Saturday, July 18, 2009

Preconceptions: The World Upside-Down

God has a funny way of telling me I'm wrong: He turns my world upside-down.

This past week I went camping with some friends in Montana. I had to ask off of work in order to go and was excited for the camping but not exactly excited about who would be joining me. I had talked very briefly with an individual who was going on the trip but I had not gotten to know this person well enough to see any common ground we could possibly share. To be blunt, I did not think I would enjoy this person's company. There was a slight fear that this person may detract from my enjoyment of the trip. As a result, I was hesitant about the trip, but the idea is comical to me now, as if my enjoyment was something I inherently deserved.

Within the first night of the trip, my preconceptions had already been broken down.

As we sat around the campfire, we talked of education and theoretical things and inevitably wound up on religion. Hours passed as we shared our definitions of faith in comparison to reason and science. The more I listened and the more I spoke, the more I saw common ground. In our differences we had similarities, and in our similarities we had differences.

The following day I was talking one-on-one with this person about preconceptions. She began to tell me about her very own preconceptions of another person and the effort it takes to get past an initial understanding of someone. Internally, I began to ask myself: why is it that our natural tendency is to judge and assume things about others? Just hours before I had assumed this person was self-centered and all surface and therefore, I was incapable of imagining her any other way. Yet, God turned my world upside down so I could see things how they really are. Like the human eye, the things we see are upside-down and need to be flipped right-side up in order to be interpreted.

As my eyes turned what they saw upside-down, I learned that the problem was with me and not the other person. I was viewing everything upside-down. My preconceptions were hindering my own view of reality by turning them upside-down. I was using a method of looking at things that assumed the upside-down way I saw life was really the right-side up. Just as I am so often wrong, God gently revealed to me that my perception of things is skewed and that I need help to see things right. I need lenses that refract light to flip things around. I need lenses only God can give me. Hopefully I can have the humility to pray for a new understanding and receive glasses that see the world right-side up.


**Exercise details**
Restate only the tail of the data below, starting at the line that contains "I am looking" and including the last line, word for word.

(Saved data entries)
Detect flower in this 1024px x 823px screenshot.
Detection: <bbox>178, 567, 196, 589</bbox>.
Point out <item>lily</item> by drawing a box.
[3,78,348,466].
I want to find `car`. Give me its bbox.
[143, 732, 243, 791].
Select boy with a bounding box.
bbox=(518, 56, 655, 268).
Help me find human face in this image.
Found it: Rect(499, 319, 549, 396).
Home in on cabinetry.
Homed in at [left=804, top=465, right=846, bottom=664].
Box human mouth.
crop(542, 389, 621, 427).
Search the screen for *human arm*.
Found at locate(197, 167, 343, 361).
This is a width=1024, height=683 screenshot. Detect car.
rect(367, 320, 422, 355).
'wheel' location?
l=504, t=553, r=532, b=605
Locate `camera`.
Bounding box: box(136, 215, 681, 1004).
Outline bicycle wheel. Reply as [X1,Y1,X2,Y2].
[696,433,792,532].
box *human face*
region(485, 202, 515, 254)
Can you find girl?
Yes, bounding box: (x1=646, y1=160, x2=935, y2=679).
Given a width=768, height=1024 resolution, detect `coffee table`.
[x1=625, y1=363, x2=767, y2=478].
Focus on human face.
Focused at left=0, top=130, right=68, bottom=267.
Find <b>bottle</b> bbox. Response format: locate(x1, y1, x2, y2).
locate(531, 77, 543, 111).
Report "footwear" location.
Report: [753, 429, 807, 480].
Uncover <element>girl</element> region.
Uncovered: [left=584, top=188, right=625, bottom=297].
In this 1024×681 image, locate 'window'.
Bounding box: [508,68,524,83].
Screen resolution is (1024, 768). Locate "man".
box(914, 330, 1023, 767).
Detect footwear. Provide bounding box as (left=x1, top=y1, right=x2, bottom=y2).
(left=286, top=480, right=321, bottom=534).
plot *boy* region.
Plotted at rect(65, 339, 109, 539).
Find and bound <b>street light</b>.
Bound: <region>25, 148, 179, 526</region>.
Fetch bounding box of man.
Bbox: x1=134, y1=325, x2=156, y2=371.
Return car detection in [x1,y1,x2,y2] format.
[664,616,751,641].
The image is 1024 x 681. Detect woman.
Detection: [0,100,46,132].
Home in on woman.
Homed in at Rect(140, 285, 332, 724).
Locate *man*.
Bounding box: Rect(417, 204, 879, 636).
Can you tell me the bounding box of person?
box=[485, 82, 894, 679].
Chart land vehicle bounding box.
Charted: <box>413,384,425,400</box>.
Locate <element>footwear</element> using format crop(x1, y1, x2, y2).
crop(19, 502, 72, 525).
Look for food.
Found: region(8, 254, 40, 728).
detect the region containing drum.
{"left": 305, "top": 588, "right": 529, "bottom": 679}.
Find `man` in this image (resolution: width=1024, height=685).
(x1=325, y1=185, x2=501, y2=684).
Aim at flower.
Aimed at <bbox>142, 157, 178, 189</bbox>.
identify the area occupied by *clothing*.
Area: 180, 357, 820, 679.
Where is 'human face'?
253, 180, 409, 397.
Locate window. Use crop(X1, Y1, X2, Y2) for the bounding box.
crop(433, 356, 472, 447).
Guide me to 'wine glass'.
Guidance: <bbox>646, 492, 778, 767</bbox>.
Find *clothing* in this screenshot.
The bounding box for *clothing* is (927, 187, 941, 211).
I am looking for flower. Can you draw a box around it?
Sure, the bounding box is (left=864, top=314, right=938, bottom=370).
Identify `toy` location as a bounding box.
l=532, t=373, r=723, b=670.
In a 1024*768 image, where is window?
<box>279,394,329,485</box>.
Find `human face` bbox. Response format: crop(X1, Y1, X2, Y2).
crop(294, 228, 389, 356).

**Response to the exercise**
I am looking for flower. Can you draw a box around it?
Sure, the bounding box is (left=864, top=314, right=938, bottom=370).
Identify `toy` location as a bounding box.
l=532, t=373, r=723, b=670.
In a 1024*768 image, where is window?
<box>279,394,329,485</box>.
Find `human face` bbox. Response format: crop(X1, Y1, X2, Y2).
crop(294, 228, 389, 356).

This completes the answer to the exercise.